Law as a Network Standard

Dan L. Burk
Oppenheimer, Wolff & Donnelly Professor
University of Minnesota Law School

Abstract

To a greater extent than any previous communications medium, the Internet facilitates the interconnection of potentially incompatible legal regimes. The movement of information between jurisdictions invites conflicting applications of local regulations over advertising, intellectual property, hate speech, personal data, and other communicative content. Understanding the role of the Internet in this context is crucial to understanding the phenomenon of transborder information exchanges, as the Internet both forms an active conduit for much of this information flow, and provides a case study for understanding information flows outside the specific context of the network.

In this paper, I shall discuss two related models implicated by in the argument for international regulation. I argue that Internet regulation at an international level may be conceived as a standards-setting problem, presenting at a multi-national level the same dangers and benefits of uniformity, competition, and strategic behavior familiar from analyses of technical standards-setting. This approach arises in turn from the conceptualization of law as a product, and from potential for interchanging law and technology as regulatory methods.

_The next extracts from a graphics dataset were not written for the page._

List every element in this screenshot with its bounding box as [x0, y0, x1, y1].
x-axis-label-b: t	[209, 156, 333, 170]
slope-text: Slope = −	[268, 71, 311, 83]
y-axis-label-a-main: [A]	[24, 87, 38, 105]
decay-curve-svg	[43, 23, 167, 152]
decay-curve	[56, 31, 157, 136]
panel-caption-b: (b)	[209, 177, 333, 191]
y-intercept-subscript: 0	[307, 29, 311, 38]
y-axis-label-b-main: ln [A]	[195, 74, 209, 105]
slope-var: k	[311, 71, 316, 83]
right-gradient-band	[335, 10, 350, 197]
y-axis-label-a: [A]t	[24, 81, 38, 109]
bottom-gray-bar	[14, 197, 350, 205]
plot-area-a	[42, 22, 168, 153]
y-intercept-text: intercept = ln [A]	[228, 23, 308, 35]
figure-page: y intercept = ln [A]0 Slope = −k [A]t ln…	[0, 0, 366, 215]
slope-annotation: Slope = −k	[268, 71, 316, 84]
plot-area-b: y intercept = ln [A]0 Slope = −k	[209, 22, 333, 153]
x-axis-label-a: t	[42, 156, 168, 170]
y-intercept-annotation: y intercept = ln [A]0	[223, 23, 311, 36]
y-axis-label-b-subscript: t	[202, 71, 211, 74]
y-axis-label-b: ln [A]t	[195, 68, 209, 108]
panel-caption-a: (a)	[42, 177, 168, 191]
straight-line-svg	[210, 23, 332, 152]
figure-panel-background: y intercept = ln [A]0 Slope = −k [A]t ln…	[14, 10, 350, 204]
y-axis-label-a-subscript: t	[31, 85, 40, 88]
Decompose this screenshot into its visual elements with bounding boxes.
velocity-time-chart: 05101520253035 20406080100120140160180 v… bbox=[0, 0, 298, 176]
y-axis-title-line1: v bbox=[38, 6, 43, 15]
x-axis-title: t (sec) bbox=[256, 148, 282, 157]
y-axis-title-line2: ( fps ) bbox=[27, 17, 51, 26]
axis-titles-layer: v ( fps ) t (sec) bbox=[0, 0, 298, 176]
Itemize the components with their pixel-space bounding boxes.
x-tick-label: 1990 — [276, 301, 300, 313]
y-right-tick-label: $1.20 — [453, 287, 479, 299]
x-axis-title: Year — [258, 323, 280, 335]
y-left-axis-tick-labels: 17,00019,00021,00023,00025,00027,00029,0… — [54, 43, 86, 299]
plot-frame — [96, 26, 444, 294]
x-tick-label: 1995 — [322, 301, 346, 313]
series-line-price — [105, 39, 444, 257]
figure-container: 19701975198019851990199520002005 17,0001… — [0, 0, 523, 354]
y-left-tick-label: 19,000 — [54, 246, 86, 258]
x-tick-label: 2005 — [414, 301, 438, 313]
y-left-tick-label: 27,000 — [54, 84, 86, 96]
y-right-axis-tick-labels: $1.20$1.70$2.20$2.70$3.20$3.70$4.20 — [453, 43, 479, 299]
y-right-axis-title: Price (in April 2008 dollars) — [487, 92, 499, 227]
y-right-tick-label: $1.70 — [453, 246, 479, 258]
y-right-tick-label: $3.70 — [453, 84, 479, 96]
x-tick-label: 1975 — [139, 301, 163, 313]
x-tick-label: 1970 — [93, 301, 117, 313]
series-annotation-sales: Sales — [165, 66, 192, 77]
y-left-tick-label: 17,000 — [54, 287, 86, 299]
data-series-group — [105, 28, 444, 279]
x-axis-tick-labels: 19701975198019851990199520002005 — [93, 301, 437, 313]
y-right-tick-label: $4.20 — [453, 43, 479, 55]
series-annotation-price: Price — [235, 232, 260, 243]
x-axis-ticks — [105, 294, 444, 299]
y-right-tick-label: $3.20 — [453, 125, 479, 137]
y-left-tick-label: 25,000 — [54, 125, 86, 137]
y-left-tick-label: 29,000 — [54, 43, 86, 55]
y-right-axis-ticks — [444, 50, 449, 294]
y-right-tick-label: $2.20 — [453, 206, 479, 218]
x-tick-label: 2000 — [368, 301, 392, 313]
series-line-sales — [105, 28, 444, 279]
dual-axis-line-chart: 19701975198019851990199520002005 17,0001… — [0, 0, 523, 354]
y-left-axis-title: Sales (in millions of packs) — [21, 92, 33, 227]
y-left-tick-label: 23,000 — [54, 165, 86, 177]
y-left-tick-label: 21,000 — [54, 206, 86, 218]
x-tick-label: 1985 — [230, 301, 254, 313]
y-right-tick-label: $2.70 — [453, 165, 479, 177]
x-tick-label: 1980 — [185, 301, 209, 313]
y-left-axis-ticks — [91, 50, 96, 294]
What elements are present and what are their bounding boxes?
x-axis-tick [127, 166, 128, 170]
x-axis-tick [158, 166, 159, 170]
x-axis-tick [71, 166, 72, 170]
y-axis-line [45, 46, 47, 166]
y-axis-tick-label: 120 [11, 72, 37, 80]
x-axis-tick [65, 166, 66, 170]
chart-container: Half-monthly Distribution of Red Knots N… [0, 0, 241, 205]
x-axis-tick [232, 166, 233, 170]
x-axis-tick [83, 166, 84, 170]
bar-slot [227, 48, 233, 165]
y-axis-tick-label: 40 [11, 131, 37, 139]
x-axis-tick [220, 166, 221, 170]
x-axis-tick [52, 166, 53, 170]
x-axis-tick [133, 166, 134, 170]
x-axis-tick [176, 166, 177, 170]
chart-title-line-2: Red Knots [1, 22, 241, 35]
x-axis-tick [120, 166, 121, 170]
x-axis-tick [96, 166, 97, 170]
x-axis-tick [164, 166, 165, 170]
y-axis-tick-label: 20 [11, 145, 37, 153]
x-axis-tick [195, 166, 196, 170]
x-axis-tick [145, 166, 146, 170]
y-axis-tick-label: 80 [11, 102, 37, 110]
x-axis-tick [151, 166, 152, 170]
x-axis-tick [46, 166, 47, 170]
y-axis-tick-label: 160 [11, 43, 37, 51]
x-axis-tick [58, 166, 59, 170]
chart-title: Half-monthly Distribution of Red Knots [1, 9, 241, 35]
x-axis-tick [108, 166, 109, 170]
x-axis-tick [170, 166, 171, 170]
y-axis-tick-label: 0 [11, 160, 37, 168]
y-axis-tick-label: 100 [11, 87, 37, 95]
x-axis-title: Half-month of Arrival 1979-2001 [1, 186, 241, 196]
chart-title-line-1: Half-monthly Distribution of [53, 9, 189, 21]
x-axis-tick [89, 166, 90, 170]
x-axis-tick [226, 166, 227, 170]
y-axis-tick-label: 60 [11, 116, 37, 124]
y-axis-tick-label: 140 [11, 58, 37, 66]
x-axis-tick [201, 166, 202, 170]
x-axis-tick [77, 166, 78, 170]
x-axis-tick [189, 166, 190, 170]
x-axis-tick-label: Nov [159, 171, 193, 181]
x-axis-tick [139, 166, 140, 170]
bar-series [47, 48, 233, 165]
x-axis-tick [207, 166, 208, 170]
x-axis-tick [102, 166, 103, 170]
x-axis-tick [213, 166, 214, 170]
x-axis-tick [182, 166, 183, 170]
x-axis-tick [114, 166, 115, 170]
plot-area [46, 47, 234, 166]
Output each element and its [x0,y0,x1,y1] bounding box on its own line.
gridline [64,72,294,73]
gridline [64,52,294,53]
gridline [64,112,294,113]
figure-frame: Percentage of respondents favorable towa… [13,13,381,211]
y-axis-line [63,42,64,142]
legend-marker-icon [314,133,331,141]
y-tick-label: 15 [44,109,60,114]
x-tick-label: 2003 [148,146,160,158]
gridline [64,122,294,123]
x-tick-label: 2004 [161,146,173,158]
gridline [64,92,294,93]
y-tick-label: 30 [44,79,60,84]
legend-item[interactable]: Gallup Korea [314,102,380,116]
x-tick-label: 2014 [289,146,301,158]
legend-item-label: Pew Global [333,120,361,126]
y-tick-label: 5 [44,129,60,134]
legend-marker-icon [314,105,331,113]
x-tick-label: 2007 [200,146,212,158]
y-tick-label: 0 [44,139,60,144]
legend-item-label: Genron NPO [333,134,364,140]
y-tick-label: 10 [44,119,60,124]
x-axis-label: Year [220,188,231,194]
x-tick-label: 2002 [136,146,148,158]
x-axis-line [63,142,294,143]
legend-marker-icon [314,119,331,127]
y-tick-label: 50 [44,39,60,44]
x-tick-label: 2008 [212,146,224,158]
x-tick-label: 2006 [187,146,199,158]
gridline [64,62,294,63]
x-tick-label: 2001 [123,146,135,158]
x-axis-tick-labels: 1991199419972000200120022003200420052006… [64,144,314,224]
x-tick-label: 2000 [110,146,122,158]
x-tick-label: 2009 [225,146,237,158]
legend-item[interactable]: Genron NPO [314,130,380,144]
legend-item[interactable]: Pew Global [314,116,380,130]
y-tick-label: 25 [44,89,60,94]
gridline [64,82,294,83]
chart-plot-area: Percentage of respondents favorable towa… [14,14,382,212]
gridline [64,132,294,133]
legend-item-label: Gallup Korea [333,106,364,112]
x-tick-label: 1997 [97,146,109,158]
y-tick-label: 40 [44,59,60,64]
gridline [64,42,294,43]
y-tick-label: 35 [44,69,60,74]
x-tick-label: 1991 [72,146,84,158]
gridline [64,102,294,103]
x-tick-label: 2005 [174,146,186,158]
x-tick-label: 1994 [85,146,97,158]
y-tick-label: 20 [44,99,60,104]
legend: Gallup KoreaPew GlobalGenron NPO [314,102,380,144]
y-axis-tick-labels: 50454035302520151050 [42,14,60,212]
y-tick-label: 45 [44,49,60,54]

Thus the study of interjurisdictional competition, and interjurisdictional conflict occasioned by the Internet leads to a broader result in the equation of law with interoperable technical standards, and a confluence of previously divergent strands of social scholarship. Legal scholars have previously suggested and extensively explored the interchangeability of law and of technological constraints in achieving social policy objectives. Students of technological meaning have long held that technology comprises reified norms. At the same time, law is largely the formal statement of those norms. The normative meanings of these two cultural artifacts interact in a complex relationship, both re-shaping and reinforcing one another. And this conceptualization of law is in some sense the logical endpoint of the economic approach conceiving law as a product: if law is an economic good that competes with similar goods from other producers, so too is law a product that interoperates with similar products from other producers, as well as with other systems of complementary or competing products, even if they take the form of technological standards.